A funeral procession begins, not with grown men, but with toddlers. They carry a doll together on a stretcher, lifting it carefully as if it were real, moving in slow, measured steps. These children, who should be lost in ordinary games, instead recreate a funeral they seem to understand far too well.
One child holds the doll from one side, another supports it from the other, as they walk in unison. A few follow closely behind, watching in silence. The gestures feel practised, not imagined — something learnt from what they have seen around them. In Gaza, even the act of carrying the dead has become familiar enough to be repeated in play.
There is a stillness in their movements that does not belong to their age. In that quiet procession, some of them smile softly, unaware of the weight of the moment.
The video has triggered an outpouring of emotion online. Many individuals struggled to process what they saw. “These are what they live to see every day .. ambulance with stretchers stretching people in and out of the hospitals,” one user wrote, pointing to the reality behind the children’s actions. Another said, “no, this is really a sad game imagine what these kids have witnessed,” while a third added, “I cried. The most disadvantaged children in the entire earth.” For some, the clip also carried a broader plea: “How this video could not bring the MOST EVIL of PEOPLE to MAKE PEACE IMMEDIATELY”.

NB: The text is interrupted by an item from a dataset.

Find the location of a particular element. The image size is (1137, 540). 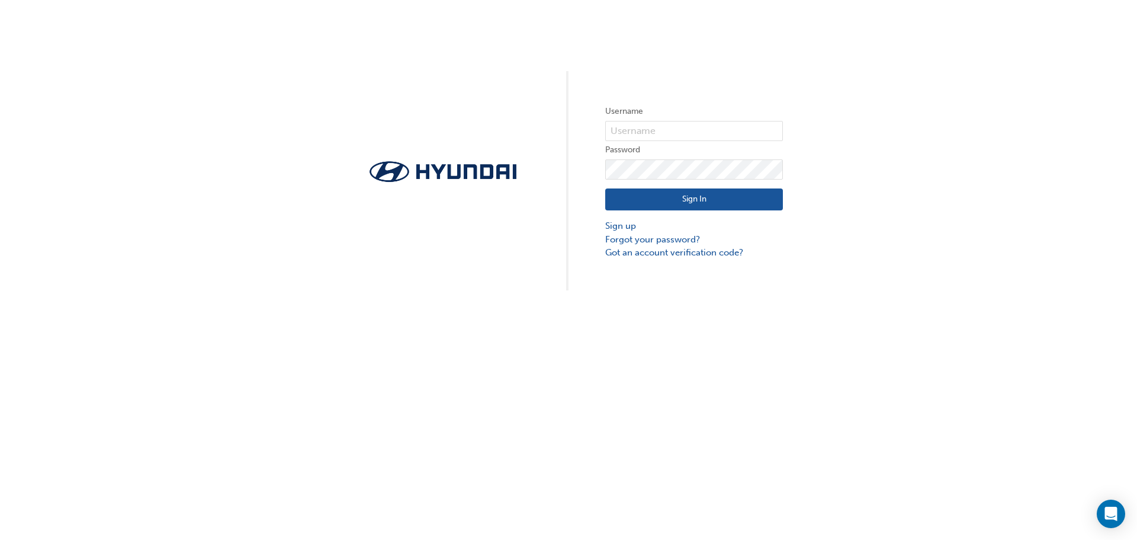

label: Password is located at coordinates (694, 150).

NO RESPITE FOR CHILDREN IN GAZA
For hundreds of children in Gaza, play has become a way to process what they see around them — turning lived experience into something they can express, even if they do not fully understand it. The scale of that reality is stark. More than 72,000 Palestinians have been killed since the war began in October 2023, according to local health officials.

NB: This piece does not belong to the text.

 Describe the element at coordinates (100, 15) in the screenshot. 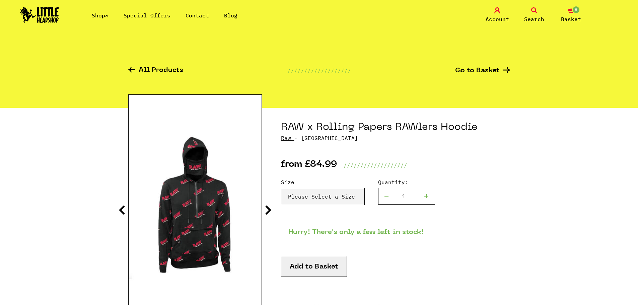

Children have borne a devastating share of the toll. Aid group Save the Children says at least one Palestinian child has been killed every hour on average during the war, with the number of children killed now exceeding 20,000. Data from Gaza’s Government Media Office also puts the figure at more than 20,000, which is around 2 per cent of the territory’s child population.

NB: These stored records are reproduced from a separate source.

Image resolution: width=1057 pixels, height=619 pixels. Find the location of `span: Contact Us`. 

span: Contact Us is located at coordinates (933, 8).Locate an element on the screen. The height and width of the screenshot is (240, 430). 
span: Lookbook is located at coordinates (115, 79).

Even periods of reduced fighting have offered little relief. A ceasefire was established in October, but according to the United Nations, hundreds of children have been killed since then, roughly one child every day.
For those who survive, the risks remain constant. Hunger is tightening its grip across Gaza. More than a million people, about half of them children, are already facing catastrophic food shortages. The UN flagged that at least 132,000 children under five are at risk of dying from acute malnutrition. So far, at least 135 children have died from starvation, including 20 since famine was formally declared on August 22.